The Illusionist (Dir Sylvain Chomet, 1h 17m, 2010)



In 1956, between his second and third films, Jacques Tati began work on a script. Though never made, the script was clearly personal, with Tati's surviving relations regarding the script as the film-maker and actor's attempts to come to terms, not only with the relationship with his teenager daughter, but also his eldest and largely disowned daughter, Helga Marie-Jeanne. The film's painfully close subject matter left it unmade, with Tati dying in 1982. Yet, The Illusionist, directed by Sylvain Chomet, the creator of Belleville Rendez-vous faithfully brings Tati's script into animated life, with a struggling magician taking a young fan under his wing, in a film that's as beautiful as it is emotive.

With the unnamed magician, physically based on Tati, and taking cues from Tati's beloved bumbling figure of Monsieur Hulot, down on his luck, playing to tiny audiences, together with his bad-tempered rabbit, so we see him crisscross France to dwindling audiences, and finally to England, where he is upstaged by nascent rock music and finds himself finally carrying out his act at a drunken party, where he is finally invited to rural Scotland, by one of the guests. This part of the film alone is a masterpiece of nigh-silent film-making, taking influence from Tati's cinematic style in the nigh wordless, and almost entirely physical and visual story-telling, with one of the standout sequences the increasingly irritated figure of the magician waiting off-stage as the foppish rock band take encore after encore, until he finally takes the stage, to find the cheering crowds have faded away. It is this central theme, of the world of the entertainer, of the music hall, fading away, in miniature

Travelling to Scotland, in a beautifully animated and beautifully scored sequence, as train gives way to car to boat, so he arrives in a remote community, and, for the first time, feels appreciated by the captive audience-this, however, is upstaged by the arrival of electricity in the remote community, together with a return of the music of the earlier band.
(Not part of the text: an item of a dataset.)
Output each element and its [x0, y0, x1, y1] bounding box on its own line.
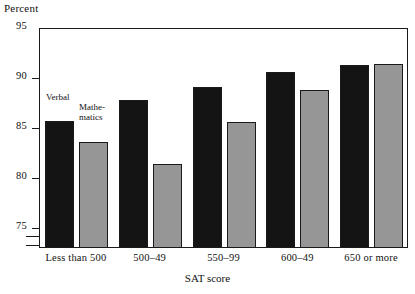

Nevertheless, it's a remarkably upbeat part of the story, and he soon finds himself accompanied by a fan who works at the community's pub, who becomes fascinated by the magic that he does, and soon carries out chores for him. Slowly, he begins to reciprocate, replacing her battered boots with shoes; there is a tenderness to these scenes, of the slowly blossoming friendship between the two, in quiet, beautifully animated scenes. Unmistakably, it is here that Tati's script is at its most personal-the relationship is, unmistakably, that relationship between a doting father and a daughter, of caring mentor and fan.

With the magician leaving, to head back towards Edinburgh, so the young woman stows away, and the two eventually find housing in a downbeat boarding house with other struggling artists. If nothing else, the film renders Edinburgh in the 1960s perfectly, down to painstaking detail, not just in the feel of the streets and interiors, but in the sense of the location, in impressive sweeping longshots, is beautifully rendered, from the grubby back-streets to the upmarket mile-it's rare to see a location be so perfectly re-created outside of Japanese animation, but the detail, and the impressive scale of Edinburgh is a perfect background to this story.

And yet, against this colossal backdrop, it is the intimacy of this story, in its almost painfully personal sense, so the film builds upon their friendship, with the young woman carrying out chores for the magician, including a tender moment where she finally tames the rabbit that has proved a hinderance to the older man, and carries out chores for the two of them, whilst the magician has to carry out increasingly meagre jobs whilst carrying on his role of the illusionist in a small down and out theatre, in order to buy things for the young woman. All of these jobs, from assisting a trio of acrobats in poster painting, to working as a car valet, to the most humiliating, working as a veritable shop dummy and using his skill as a magician to show off lingerie and perfume, and the duo become increasingly destitute, with the magician at one point assuming, in a beautifully mounting comic sequence, that the young woman has cooked and served his rabbit.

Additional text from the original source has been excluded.